The US government on Monday announced plans to tighten restrictions on the export of AI chips and technology, seeking to consolidate advanced computing capabilities within the country and its allies while intensifying efforts to curb China’s access. However, this decision may pose challenges to countries like India also, industry players said.
According to the Department of Commerce’s Bureau of Industry and Security (BIS), the new License Exception Artificial Intelligence Authorization (AIA) allows for the export, reexport, or transfer (in-country) of advanced computing chips, without authorisation, to a set of allies and partners. New License Exception Advanced Compute Manufacturing (ACM) allows for the export, reexport, or transfer (in-country) of advanced computing chips, without authorisation, for the development, production, and storage of these chips, except to arms-embargoed countries.
“The US has a national security responsibility to preserve and extend American AI leadership, and to ensure that American AI can benefit people globally. Today, we are announcing a rule that ensures frontier AI training infrastructure remains in the United States and closely allied countries, while facilitating the diffusion of American AI globally,” said National Security Advisor Jake Sullivan.
“The rule both provides greater clarity to our international partners and industry and counters the serious circumvention and related national security risks posed by countries of concern and malicious actors who may seek to use the advanced American technologies against us.”
Ashok Chandak, President of the India Electronics and Semiconductor Association (IESA), shared that the export control framework for AI diffusion, introduced by the Biden administration, is expected to significantly affect global AI development and deployment. These restrictions extend beyond US-based companies, influencing nations like India, which now faces licensing requirements for importing advanced AI chips.
Challenges ahead
India’s AI sector could face several hurdles due to the restrictions, like restricted access to advanced AI chips slowing innovation and development and scaling up of installations. Licensing requirements could raise costs and introduce delays due to authorisations. Indian companies may rely heavily on global corporations for AI infrastructure, like data centres.
Large-scale AI data centres, requiring several hundred thousand GPUs, may be delayed or scaled-down, putting global companies at a competitive advantage over Indian enterprises. However, small-scale setups could still enable experimentation, innovation, and restricted model development.
“The export controls are set to take effect in 120 days, allowing the incoming administration under President-elect Trump to potentially amend them. It is a bit uncertain whether the Trump administration will make it easy or pass the rule as is. Amid growing concerns from technology industries, the global AI landscape may witness a shift, impacting both U.S. technological leadership and India’s growth trajectory in AI infrastructure,” Chandak said.
Though in the short-term India may not have a major impact, in the long run scaling up by any Indian conglomerate could face the hurdles of quantity cap, he added.
“The US imposing restrictions on the import of GPUs to India brings us back to the old licensing regime to haunt us again. China can follow with other technologies, and the rest of the West too. Imagine the export of semiconductor manufacturing machines being restricted tomorrow which will stop our semiconductor ambitions,” explained Ajai Chowdhry, Founder of HCL, and the Chairman of EPIC Foundation & MGB.
“This is reminiscent of the export controls on Space and Atomic energy faced in the past. India emerged out of that successfully with its engineers creating our own technologies. I am sure most of the design of Nvidia and AMD GPUs was done in India by our engineers. With the US and China vying for global dominance, India’s rise will resisted by both, he said.”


YOUR GOAL: Print all of the entries exactly, minus the pictures.

Entries from a visual dataset:
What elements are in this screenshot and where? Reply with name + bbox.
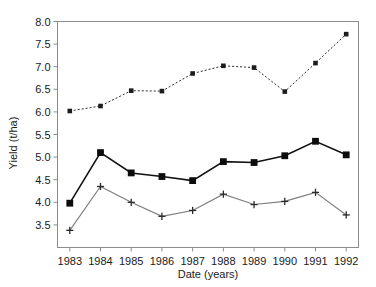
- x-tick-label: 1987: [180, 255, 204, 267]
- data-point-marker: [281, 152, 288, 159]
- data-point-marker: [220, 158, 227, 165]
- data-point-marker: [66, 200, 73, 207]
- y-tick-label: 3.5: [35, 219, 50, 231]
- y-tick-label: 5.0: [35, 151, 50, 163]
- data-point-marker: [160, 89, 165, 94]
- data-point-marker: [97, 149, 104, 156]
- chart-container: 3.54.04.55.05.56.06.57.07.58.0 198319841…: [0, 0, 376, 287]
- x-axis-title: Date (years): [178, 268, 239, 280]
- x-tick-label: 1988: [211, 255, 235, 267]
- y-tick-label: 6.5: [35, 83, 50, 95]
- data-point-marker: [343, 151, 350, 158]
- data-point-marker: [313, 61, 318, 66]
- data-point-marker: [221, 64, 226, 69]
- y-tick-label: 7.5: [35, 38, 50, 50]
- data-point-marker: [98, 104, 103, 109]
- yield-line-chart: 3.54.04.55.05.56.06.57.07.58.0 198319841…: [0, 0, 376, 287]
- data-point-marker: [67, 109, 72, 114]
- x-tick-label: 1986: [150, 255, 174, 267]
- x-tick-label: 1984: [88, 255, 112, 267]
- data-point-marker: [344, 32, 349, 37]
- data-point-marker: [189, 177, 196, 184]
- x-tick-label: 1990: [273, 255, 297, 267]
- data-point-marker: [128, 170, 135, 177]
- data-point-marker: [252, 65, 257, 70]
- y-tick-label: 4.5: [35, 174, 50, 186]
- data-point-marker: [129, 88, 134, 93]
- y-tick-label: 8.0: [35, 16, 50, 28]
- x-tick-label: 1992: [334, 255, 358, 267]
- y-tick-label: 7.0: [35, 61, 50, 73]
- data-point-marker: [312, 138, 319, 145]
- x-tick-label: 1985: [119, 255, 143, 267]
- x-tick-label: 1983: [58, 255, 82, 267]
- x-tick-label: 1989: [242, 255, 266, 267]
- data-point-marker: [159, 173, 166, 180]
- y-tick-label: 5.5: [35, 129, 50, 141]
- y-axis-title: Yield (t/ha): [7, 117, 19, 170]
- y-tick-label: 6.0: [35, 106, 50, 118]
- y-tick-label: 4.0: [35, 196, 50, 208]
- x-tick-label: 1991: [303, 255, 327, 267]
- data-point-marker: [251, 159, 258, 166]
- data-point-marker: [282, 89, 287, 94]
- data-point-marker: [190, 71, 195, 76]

THE COMPLETED TASK:
What elements are in this screenshot and where? Reply with name + bbox.
- x-tick-label: 1987: [180, 255, 204, 267]
- data-point-marker: [281, 152, 288, 159]
- data-point-marker: [220, 158, 227, 165]
- data-point-marker: [66, 200, 73, 207]
- y-tick-label: 3.5: [35, 219, 50, 231]
- y-tick-label: 5.0: [35, 151, 50, 163]
- data-point-marker: [160, 89, 165, 94]
- data-point-marker: [97, 149, 104, 156]
- chart-container: 3.54.04.55.05.56.06.57.07.58.0 198319841…: [0, 0, 376, 287]
- x-axis-title: Date (years): [178, 268, 239, 280]
- x-tick-label: 1988: [211, 255, 235, 267]
- y-tick-label: 6.5: [35, 83, 50, 95]
- data-point-marker: [343, 151, 350, 158]
- data-point-marker: [313, 61, 318, 66]
- data-point-marker: [221, 64, 226, 69]
- y-tick-label: 7.5: [35, 38, 50, 50]
- data-point-marker: [98, 104, 103, 109]
- yield-line-chart: 3.54.04.55.05.56.06.57.07.58.0 198319841…: [0, 0, 376, 287]
- data-point-marker: [67, 109, 72, 114]
- x-tick-label: 1986: [150, 255, 174, 267]
- x-tick-label: 1984: [88, 255, 112, 267]
- data-point-marker: [344, 32, 349, 37]
- data-point-marker: [189, 177, 196, 184]
- x-tick-label: 1990: [273, 255, 297, 267]
- data-point-marker: [128, 170, 135, 177]
- data-point-marker: [252, 65, 257, 70]
- y-tick-label: 4.5: [35, 174, 50, 186]
- data-point-marker: [129, 88, 134, 93]
- y-tick-label: 8.0: [35, 16, 50, 28]
- x-tick-label: 1992: [334, 255, 358, 267]
- y-tick-label: 7.0: [35, 61, 50, 73]
- data-point-marker: [312, 138, 319, 145]
- x-tick-label: 1985: [119, 255, 143, 267]
- x-tick-label: 1983: [58, 255, 82, 267]
- x-tick-label: 1989: [242, 255, 266, 267]
- data-point-marker: [159, 173, 166, 180]
- y-tick-label: 5.5: [35, 129, 50, 141]
- y-axis-title: Yield (t/ha): [7, 117, 19, 170]
- y-tick-label: 6.0: [35, 106, 50, 118]
- y-tick-label: 4.0: [35, 196, 50, 208]
- x-tick-label: 1991: [303, 255, 327, 267]
- data-point-marker: [251, 159, 258, 166]
- data-point-marker: [282, 89, 287, 94]
- data-point-marker: [190, 71, 195, 76]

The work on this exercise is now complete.